GENUS OF UNICELLULAR FLAGELLATE PROTISTS
Euglenas; Khawkinea; Crumenula; Euglena acus; Metaboly; Cercaria O.F.Müller, 1773
  • ''Euglena'' from [[Félix Dujardin]]'s ''Histoire Naturelle des Zoophytes'', 1841
  • Diagram of ''Euglena''
  • Euglena, moving by metaboly and swimming
  • Euglena mutabilis, showing metaboly, paramylon bodies and chloroplasts
  • ''Euglena sanguinea''
  • Red Euglena sp.
  • Euglenoid movement, known as metaboly
  • O.F. Müller]]'s ''Animalcula Infusoria''. 1786

euglena         
[ju:'gli:n?]
¦ noun Biology a single-celled freshwater flagellate organism, sometimes forming a green scum on stagnant water. [Genus Euglena.]
Derivatives
euglenoid noun & adjective
Origin
mod. L., from eu- + Gk glene 'eyeball, socket of joint'.
Euglena         
Euglena is a genus of single cell flagellate eukaryotes. It is the best known and most widely studied member of the class Euglenoidea, a diverse group containing some 54 genera and at least 800 species.

Wikipédia

Euglena

Euglena is a genus of single cell flagellate eukaryotes. It is the best known and most widely studied member of the class Euglenoidea, a diverse group containing some 54 genera and at least 200 species. Species of Euglena are found in fresh water and salt water. They are often abundant in quiet inland waters where they may bloom in numbers sufficient to color the surface of ponds and ditches green (E. viridis) or red (E. sanguinea).

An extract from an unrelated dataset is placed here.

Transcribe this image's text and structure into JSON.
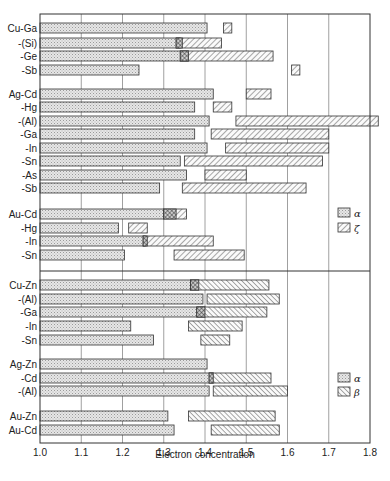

The species Euglena gracilis has been used extensively in the laboratory as a model organism.

Most species of Euglena have photosynthesizing chloroplasts within the body of the cell, which enable them to feed by autotrophy, like plants. However, they can also take nourishment heterotrophically, like animals. Since Euglena have features of both animals and plants, early taxonomists, working within the Linnaean two-kingdom system of biological classification, found them difficult to classify. It was the question of where to put such "unclassifiable" creatures that prompted Ernst Haeckel to add a third living kingdom (a fourth kingdom in toto) to the Animale, Vegetabile (and Lapideum meaning Mineral) of Linnaeus: the Kingdom Protista.